A Quote by Steve Mariucci

I care about this state... and I feel a responsibility to get things done. If we stay healthy and play smart we can be a playoff team. I think we're on the right track. — © Steve Mariucci
I care about this state... and I feel a responsibility to get things done. If we stay healthy and play smart we can be a playoff team. I think we're on the right track.
Entrepreneurship boils down to the simple fact that a team of really smart people who can get things done are going to get smart, useful things done.
Being the full-time quarterback, there is a big responsibility to stay healthy for your team.
I'm healthy and excited to play. And I think this year can be a big year for me if I get the opportunity. I can still play the game. I think I can help a team get to the Super Bowl.
Staying healthy puts good numbers up. If you stay healthy and try to do the things that you can to win ballgames and do what you can for your team, that's all that matters.
We're just a fragile team right now. It seems like when we have a little bit of adversity, when something goes wrong, you can feel it on the bench, it kind of sinks. Unless we get a goal or something really positive happens, it's tough. I think falling out of the playoff race takes the wind out of your sails for sure.
After all these years, I've done well and I'm cool. I feel comfortable in my skin, I've saved some paper, everybody's healthy, my kids are beautiful and smart, doing different things, it's all good.
The leaders who work most effectively, it seems to me, never say "I." And that's not because they have trained themselves not to say "I." They don't think "I." They think "we"; they think "team." They understand their job to be to make the team function. They accept responsibility and don't sidestep it, but "we" gets the credit. This is what creates trust, what enables you to get the task done.
In track years... track is not like other sports. You do have track athletes that stay in this sport until, like, 35, 36, but I think when you get to 28, it's really difficult.
It's the balance I'm trying to find - not being disconnected but giving myself some space to be in my world. I feel like I'm surrounded by friends of mine who are very different from one another but all care about similar things. We talk about this a lot, and I think that's probably the main thing - being surrounded by good people is the best way to stay in a solid head space. You want to be able to talk about these things, and be able to think things through and feel things through. That's helpful for me.
I think there ought to be some serious discussion by smart people, really smart people, about whether or not proliferation of things like The Smoking Gun and TMZ and YouTube and the whole celebrity culture is healthy.
Some guys are football smart and they're not smart in other ways. Other guys get 1500 on their SATs and can't get a double-team block right. No, that definitely, in my experience, sometimes it correlates, sometimes it doesn't. I don't think you just take it for granted.

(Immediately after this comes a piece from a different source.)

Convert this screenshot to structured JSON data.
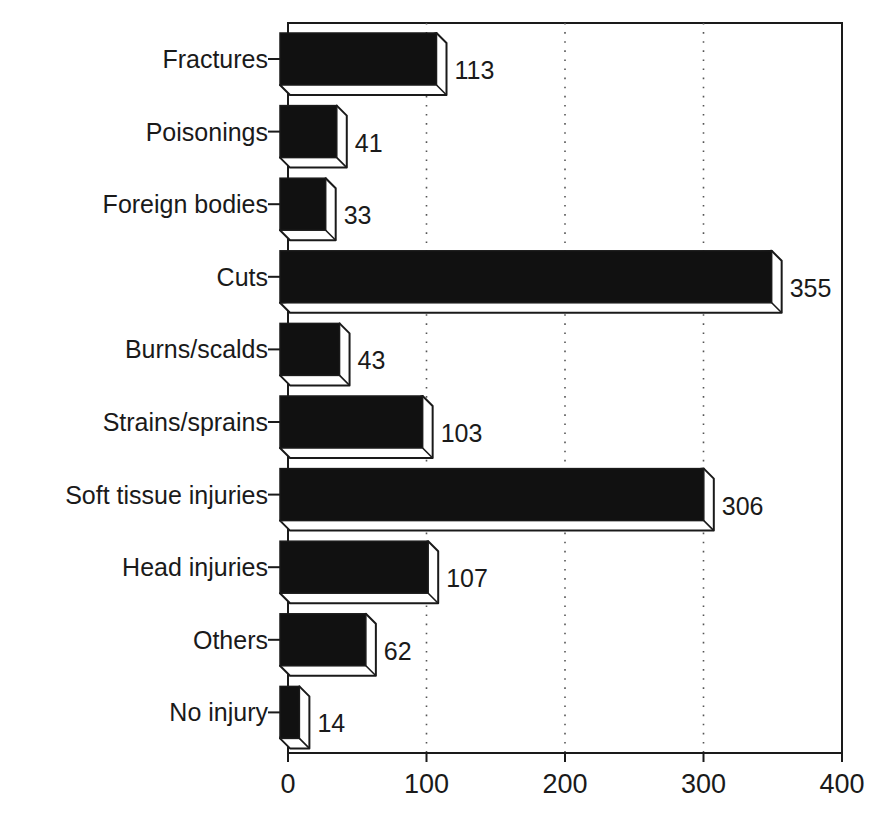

I find in America, actually, I actually prefer it because it's all about energy. It's all about making everyone feel happy and smiling. In the U.K. sometimes people are a bit too concerned about, 'Did you play that track? Did you play that track?' It's not so much about the music in the U.K.
I'm the granddaddy of this side. I'm the oldest person playing in the team, so I've got a mentoring role. I've been around the tracks and achieved a few things. I try to make sure that the younger players reach their full potential, and stay on the right track.
I stay out of the sun, and if I'm in the sun, I'm wearing SPF. I protect my skin as much as I can; I learned that a long time ago. I also exercise every day and I get the endorphins going. It's important not only for my physical self but also for my mental self and my emotional self. I'm healthy, I eat well most of the time, I take care of myself and I drink a lot of water. But I also enjoy myself. Taking care of yourself doesn't have to be painful, it's about finding the right balance, I think.
Many smart folks seem to think that if you just get your metaphors and messages right, you'll win. That if you start describing what you favor as a 'moral value' - 'affordable health care is a moral value' etc., - then you'll appeal to red-state voters.
The biggest thing, I think, is to stay healthy and make the fewest mistakes, and then you can win... The margin of error is so small in the NFL, so if you can do those two things - keep your team healthy and make the fewest mistakes each Sunday - you have a good chance of going to the Super Bowl.